Formula for success: rise early, work hard, strike oil.
—J. Paul GettyQuotes
By nature, men are nearly alike; by practice, they get to be wide apart.
—Confucius, c. 500 BCThe world is dying of machinery; that is the great disease, that is the plague that will sweep away and destroy civilization; man will have to rise against it sooner or later.
—George Moore, 1888Once any group in society stands in a relatively deprived position in relation to other groups, it is genuinely deprived.
—Margaret Mead, 1972Childhood has no forebodings—but then, it is soothed by no memories of outlived sorrow.
—George Eliot, 1860Corporations have neither bodies to be punished nor souls to be damned.
—Chinese proverbEach night’s new terror drives away the terror of the night before.
—Sophocles, c. 450 BCLanguage is a part of our organism and no less complicated than it.
—Ludwig Wittgenstein, 1915To call a fashion wearable is the kiss of death. No new fashion worth its salt is ever wearable.
—Eugenia Sheppard, 1960What the brain does by itself is infinitely more fascinating and complex than any response it can make to chemical stimulation.
—Ursula K. Le Guin, 1971If a parricide is more wicked than anyone who commits homicide—because he kills not merely a man but a near relative—without doubt worse still is he who kills himself, because there is none nearer to a man than himself.
—Saint Augustine, c. 420I’m president of the United States, and I’m not going to eat any more broccoli!
—George H. W. Bush, 1990Reading is learning, but applying is also learning and the more important kind of learning at that.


◆ Your objective ◆
Reproduce all of the data exactly, with no line skipped.

#### Material shown

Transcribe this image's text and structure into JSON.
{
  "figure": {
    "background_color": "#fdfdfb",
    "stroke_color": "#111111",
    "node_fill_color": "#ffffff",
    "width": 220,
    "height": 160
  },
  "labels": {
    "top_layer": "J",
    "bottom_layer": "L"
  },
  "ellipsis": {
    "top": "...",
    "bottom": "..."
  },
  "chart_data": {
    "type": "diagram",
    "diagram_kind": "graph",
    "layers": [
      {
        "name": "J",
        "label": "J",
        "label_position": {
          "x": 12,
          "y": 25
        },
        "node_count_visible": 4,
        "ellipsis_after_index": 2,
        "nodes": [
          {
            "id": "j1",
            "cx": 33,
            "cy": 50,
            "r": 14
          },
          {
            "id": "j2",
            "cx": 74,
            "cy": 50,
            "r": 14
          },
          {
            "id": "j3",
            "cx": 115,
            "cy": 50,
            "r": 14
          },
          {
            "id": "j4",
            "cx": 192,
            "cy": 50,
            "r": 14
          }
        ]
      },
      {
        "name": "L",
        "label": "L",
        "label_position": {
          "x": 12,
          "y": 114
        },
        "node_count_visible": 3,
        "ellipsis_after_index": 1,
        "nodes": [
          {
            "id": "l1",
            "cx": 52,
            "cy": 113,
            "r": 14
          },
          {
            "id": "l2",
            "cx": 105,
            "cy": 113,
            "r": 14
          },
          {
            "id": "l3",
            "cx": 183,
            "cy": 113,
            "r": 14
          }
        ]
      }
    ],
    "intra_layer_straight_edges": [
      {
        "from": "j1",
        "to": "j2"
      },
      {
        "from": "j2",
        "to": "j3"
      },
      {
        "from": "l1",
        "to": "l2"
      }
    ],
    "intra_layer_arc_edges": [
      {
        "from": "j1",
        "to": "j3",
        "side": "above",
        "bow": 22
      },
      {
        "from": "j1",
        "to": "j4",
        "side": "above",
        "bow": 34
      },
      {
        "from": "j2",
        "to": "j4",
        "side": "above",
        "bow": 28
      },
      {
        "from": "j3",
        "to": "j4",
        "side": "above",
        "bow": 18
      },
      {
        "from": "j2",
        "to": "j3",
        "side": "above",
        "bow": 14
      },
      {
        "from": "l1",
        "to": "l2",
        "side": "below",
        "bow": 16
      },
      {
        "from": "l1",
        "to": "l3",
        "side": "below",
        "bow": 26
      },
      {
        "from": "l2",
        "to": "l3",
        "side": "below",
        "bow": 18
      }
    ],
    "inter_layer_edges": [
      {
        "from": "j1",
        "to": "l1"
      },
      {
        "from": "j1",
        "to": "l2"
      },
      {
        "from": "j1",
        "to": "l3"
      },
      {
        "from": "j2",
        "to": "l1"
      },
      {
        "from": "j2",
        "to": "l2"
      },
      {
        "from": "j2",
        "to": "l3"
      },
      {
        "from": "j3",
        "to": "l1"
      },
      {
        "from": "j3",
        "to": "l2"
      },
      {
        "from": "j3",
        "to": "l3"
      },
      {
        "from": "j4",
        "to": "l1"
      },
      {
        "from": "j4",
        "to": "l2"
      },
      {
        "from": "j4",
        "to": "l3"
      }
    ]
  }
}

########

◆ Response ◆
Transcribe this image's text and structure into JSON.
{
  "figure": {
    "background_color": "#fdfdfb",
    "stroke_color": "#111111",
    "node_fill_color": "#ffffff",
    "width": 220,
    "height": 160
  },
  "labels": {
    "top_layer": "J",
    "bottom_layer": "L"
  },
  "ellipsis": {
    "top": "...",
    "bottom": "..."
  },
  "chart_data": {
    "type": "diagram",
    "diagram_kind": "graph",
    "layers": [
      {
        "name": "J",
        "label": "J",
        "label_position": {
          "x": 12,
          "y": 25
        },
        "node_count_visible": 4,
        "ellipsis_after_index": 2,
        "nodes": [
          {
            "id": "j1",
            "cx": 33,
            "cy": 50,
            "r": 14
          },
          {
            "id": "j2",
            "cx": 74,
            "cy": 50,
            "r": 14
          },
          {
            "id": "j3",
            "cx": 115,
            "cy": 50,
            "r": 14
          },
          {
            "id": "j4",
            "cx": 192,
            "cy": 50,
            "r": 14
          }
        ]
      },
      {
        "name": "L",
        "label": "L",
        "label_position": {
          "x": 12,
          "y": 114
        },
        "node_count_visible": 3,
        "ellipsis_after_index": 1,
        "nodes": [
          {
            "id": "l1",
            "cx": 52,
            "cy": 113,
            "r": 14
          },
          {
            "id": "l2",
            "cx": 105,
            "cy": 113,
            "r": 14
          },
          {
            "id": "l3",
            "cx": 183,
            "cy": 113,
            "r": 14
          }
        ]
      }
    ],
    "intra_layer_straight_edges": [
      {
        "from": "j1",
        "to": "j2"
      },
      {
        "from": "j2",
        "to": "j3"
      },
      {
        "from": "l1",
        "to": "l2"
      }
    ],
    "intra_layer_arc_edges": [
      {
        "from": "j1",
        "to": "j3",
        "side": "above",
        "bow": 22
      },
      {
        "from": "j1",
        "to": "j4",
        "side": "above",
        "bow": 34
      },
      {
        "from": "j2",
        "to": "j4",
        "side": "above",
        "bow": 28
      },
      {
        "from": "j3",
        "to": "j4",
        "side": "above",
        "bow": 18
      },
      {
        "from": "j2",
        "to": "j3",
        "side": "above",
        "bow": 14
      },
      {
        "from": "l1",
        "to": "l2",
        "side": "below",
        "bow": 16
      },
      {
        "from": "l1",
        "to": "l3",
        "side": "below",
        "bow": 26
      },
      {
        "from": "l2",
        "to": "l3",
        "side": "below",
        "bow": 18
      }
    ],
    "inter_layer_edges": [
      {
        "from": "j1",
        "to": "l1"
      },
      {
        "from": "j1",
        "to": "l2"
      },
      {
        "from": "j1",
        "to": "l3"
      },
      {
        "from": "j2",
        "to": "l1"
      },
      {
        "from": "j2",
        "to": "l2"
      },
      {
        "from": "j2",
        "to": "l3"
      },
      {
        "from": "j3",
        "to": "l1"
      },
      {
        "from": "j3",
        "to": "l2"
      },
      {
        "from": "j3",
        "to": "l3"
      },
      {
        "from": "j4",
        "to": "l1"
      },
      {
        "from": "j4",
        "to": "l2"
      },
      {
        "from": "j4",
        "to": "l3"
      }
    ]
  }
}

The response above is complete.